Conversation experience
These settings control the runtime behaviour of a live session — what happens when the caller goes silent, how long sessions last, and what the assistant says at the start of a call.| Setting | Default | Range | Notes |
|---|---|---|---|
| Greeting message | — | — | Spoken immediately when a call connects. Supports {{variable}} for personalisation |
| Idle message | Are you there? | — | Spoken after the idle timeout expires without user input |
| Idle silence timeout | 30 s | 15–120 s (phone) | Time before the idle message triggers |
| Idle backoff | 2 | 0–5 | How many times the idle message repeats before ending the session |
| Max session duration | 300 s | 180–600 s (phone) | Hard cap on session length — protects against runaway calls |
| Error message | — | — | Spoken when the assistant encounters an unrecoverable error |
Webhooks and post-call analysis
Webhooks fire atconversation.begin, conversation.completed, and conversation.failed events. Deliver transcripts, metadata, and analysis results to your CRM, data warehouse, or alerting system in real time.

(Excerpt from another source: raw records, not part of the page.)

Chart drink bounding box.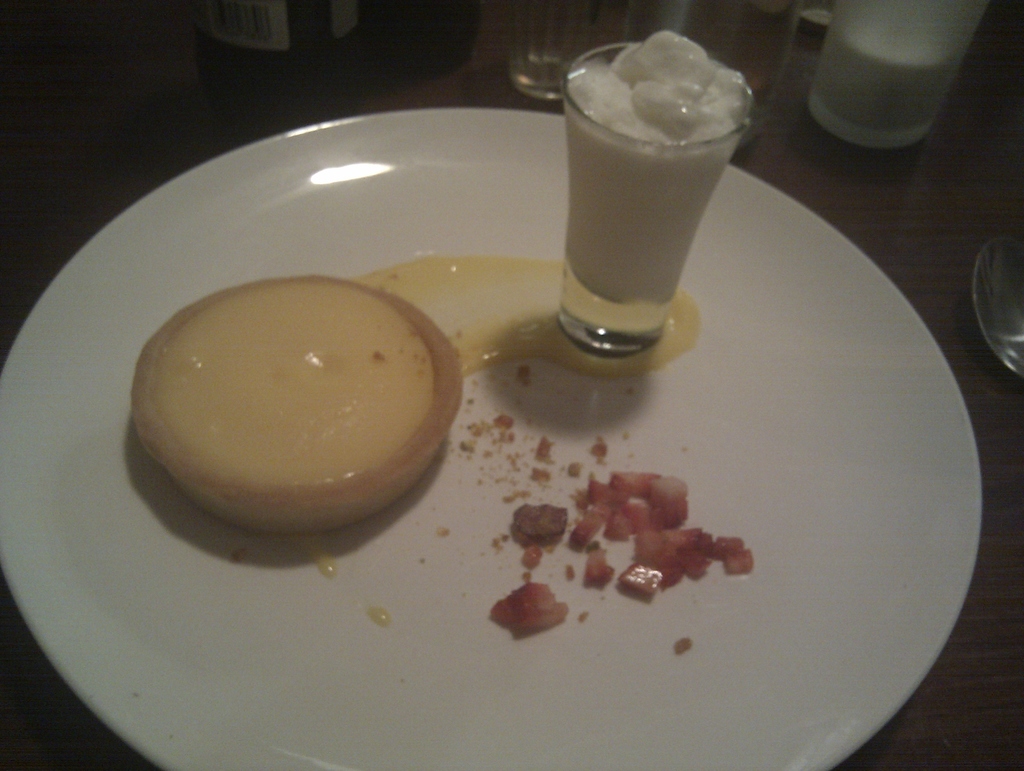
Charted: l=829, t=15, r=964, b=142.
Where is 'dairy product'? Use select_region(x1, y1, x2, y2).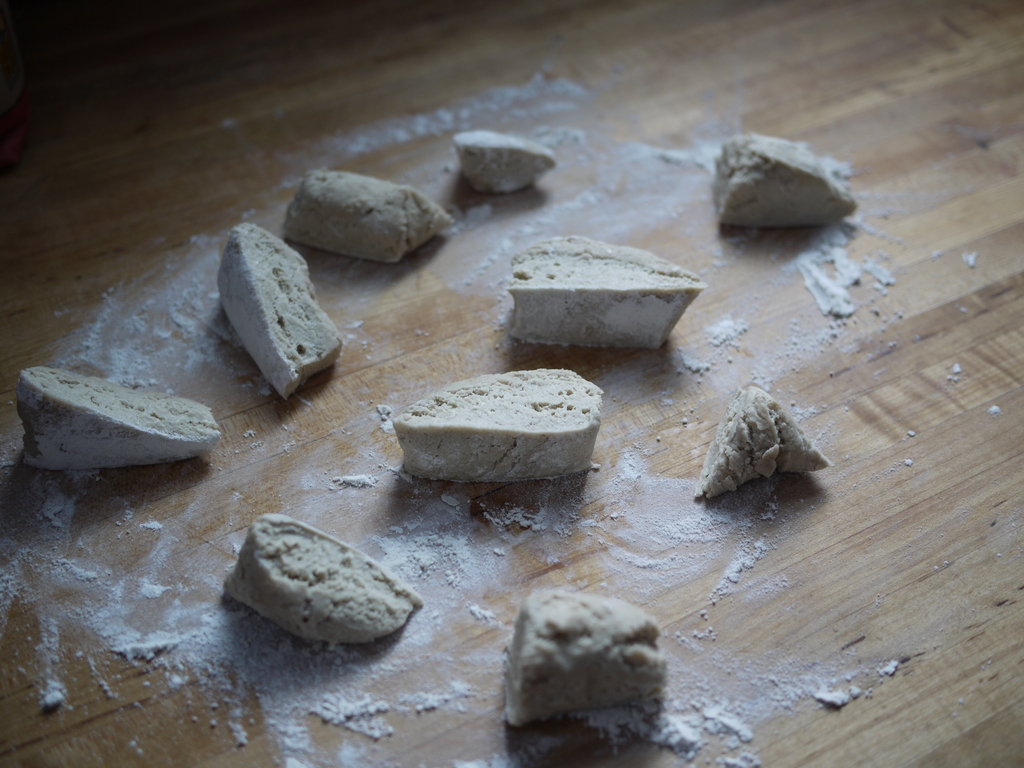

Analysis pipelines run after a conversation ends. They invoke a configured Rapida endpoint — typically an LLM prompt — against the conversation transcript to produce structured output: sentiment scores, intent labels, CSAT predictions, compliance flags, or any custom metric.
See Webhooks and Analysis for full configuration details.
Version control
Every change to your assistant’s prompt, model, or parameters creates a new version. Versions let you safely iterate without affecting live traffic.| Action | What it does |
|---|---|
| Create version | Saves a new draft with updated prompt/model config and a change description |
| Release version | Promotes the version to live — all active deployments switch immediately |
| Rollback | Re-release a previous version to revert a bad change |
Next steps
Set up a phone deployment
Connect a telephony provider and go live with inbound and outbound calling.
Add a knowledge base
Index documents, wikis, and data sources for retrieval during calls.
Configure webhooks
Stream call events and transcripts to external systems in real time.
Build a custom LLM backend
Use AgentKit to plug your own reasoning engine into Rapida’s audio pipeline.